The build output includes the Open BrandKit version that generated the files, so it is easier to troubleshoot installs across projects.

Customize

Most customization lives in brandkit.config.ts.

Use it to change:

  • Brand name and description.
  • Logo source folder.
  • Color source file.
  • Logo grouping rules.
  • Banner presets.
  • Banner mark variants.
  • Banner controls, including whether public pages should allow banner changes.
  • Output paths.

The defaults are meant to be useful without heavy configuration. If your source files are named clearly, Open BrandKit should infer a good first version.

Asset Variant Colors

In the social banner generator, the "Color" control selects a mark file. It does not recolor the artwork.

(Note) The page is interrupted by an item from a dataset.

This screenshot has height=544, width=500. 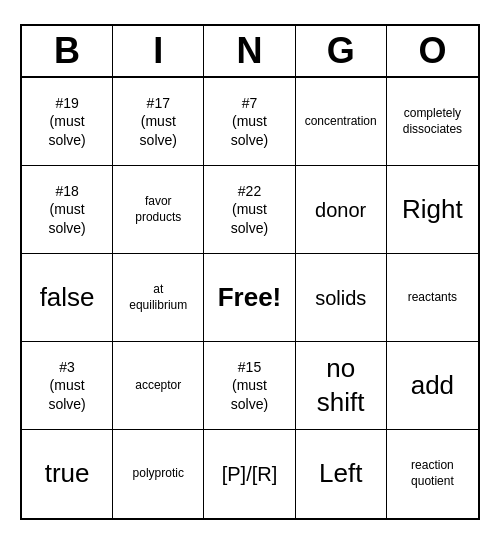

That means a logo like this:

acme-logo.svg
acme-logo-blue.svg
acme-logo-white.svg

becomes three selectable logo variants. Open BrandKit uses filename hints and SVG fill colors to choose reasonable color dots for those options.

Deploy

Commit the generated files and deploy your site as usual.

On Vercel, /brandkit works like any other Next.js route once the files are in the repo.

If the deployed page appears unstyled, make sure the deployed app is using the same Tailwind scan/source change that worked locally. Open BrandKit's styles are compiled by the host app, not loaded from a separate stylesheet.

License

Open BrandKit is source-available.

You may use it commercially in your own projects, internal company work, client work, agency projects, websites, and products. You may charge for services, implementation, design, hosting, or client work that uses Open BrandKit as part of a larger project.

You may not sell, sublicense, repackage, redistribute, publish, or offer Open BrandKit itself as a standalone product, competing package, hosted installer, template marketplace item, or software-as-a-service product whose value derives primarily from Open BrandKit.

See LICENSE for the full terms.

Status

Open BrandKit is early alpha software. The main path today is:

existing Next.js app + local brand assets -> generated /brandkit page

If you want to pin the alpha dist-tag explicitly, use open-brandkit@alpha.

Up Next

Additional installation paths are planned, including Astro and other static or framework-specific setups. For now, the public installer is intentionally focused on Next.js App Router projects so the generated brand kit matches the full interactive experience.